Joliet injury lawyer to become president of state association
Reprinted from Chicago Tribune
By Joseph Tybor
TRIBUNE STAFF WRITER
Unlike other young lawyers just out of law school, Laird Ozmon did not have the concerns of where to work and what to do.
His father, Nat, was — and still is — considered one of the finest trial lawyers in Cook County as founder of a plaintiff’s injury firm, and there was little question that Laird Ozmon would start there.
Then, one Saturday in 1983, Laird asked his father out for breakfast at the famed Walnut Room at the Bismarck Hotel and dropped this bombshell: He was going to start his own personal injury firm in Joliet.

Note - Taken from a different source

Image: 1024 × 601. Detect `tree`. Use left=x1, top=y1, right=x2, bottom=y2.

The move was in keeping with his independent youth — after high school, he had rejected an appointment to the Air Force Academy and sold vacuum cleaners for a time before deciding on law school.

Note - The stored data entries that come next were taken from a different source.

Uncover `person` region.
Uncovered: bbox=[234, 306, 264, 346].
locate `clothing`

But Laird’s father still was stunned. It would be a tough go, no guarantees.
Phil Corboy, well-known among Chicago’s plaintiffs’ lawyers, told Laird, “Kid, it takes a lot of guts to kick yourself out of the nest.” He then proceeded to feed Laird a few cases to help get him under way.
Nearly 15 years later, Laird Ozmon, 43, is well on his way. This week he will take over as president of the Illinois Trial Lawyers Association, becoming the first personal-injury lawyer from Joliet to head the group.
His installation Friday also will mark the first time a father and a son have served as the group’s president. Nat Ozmon was president in 1969-70.
Laird Ozmon’s ascent follows some notable legal victories of his own, including two multi-million dollar verdicts against Black & Decker Inc., on behalf of two workers whose hands were amputated while they were using a miter saw that lacked a guard its designer had recommended.
Ozmon is taking over at a critical juncture in the association’s 25-year history and is expected to spearhead a change in the way it does political business, by focusing on Republicans as well as Democrats.
The association, considered one of the most influential lobbying groups in Springfield and a group that largely supports Democrats, still is reeling from the 1994 election that gave Republicans control of both houses of the Illinois legislature, as well as the governorship.
One of the results was an overhaul of Illinois tort law. Republicans said their aim was to reduce frivolous lawsuits and to cut legal costs for insurance companies, manufacturers and the medical profession.
The primary change was to limit the amount of money a person injured through someone else’s negligence could recover for pain and suffering and disability.
The trial lawyers and some consumer groups considered the legislation a gutting of victims’ rights.
Lawyers also considered the legislation a direct attack on them by the republican-controlled state government and their allies in manufacturing, business and medicine. Lawyers’ fees can be pegged to a percentage of the money recovered.
“They’re out to stick a knife into the heart of the Illinois Trial Lawyers Association because certainly we have been a nemesis of theirs as they are to us.”
The trial lawyers already have fought back, raising more than a half-million dollars from their 2,200 members in a special assessment to challenge the law’s constitutionality.
Included in their strategy was hiring Harvard law professor Laurence Tribe, one of the nation’s most noted constitutional experts, to argue their case recently before the Illinois Supreme Court.
Lower court judges have declared parts of the law unconstitutional, and a 4-3 Democratic majority on the high court does not hurt the trial lawyers’ chances of nullifying it.
The trial lawyers have been among the biggest and most generous supporters of House Speaker Michael Madigan and his Democrats. Their latest report filed with the State Board of Elections shows political expenditures of $329.750 for the six months ending Dec. 31. That does not include individual contributions from their members.
Dues range from $10 to $1,000 a year, depending on how long a lawyer has been in practice. Those at the top of the profession are assessed for special projects such as the constitutional challenge to the reform laws.
“We make no bones about it,” Ozmon said. “We certainly are an organization that is politically active and will be politically active and we want the other side to know that.”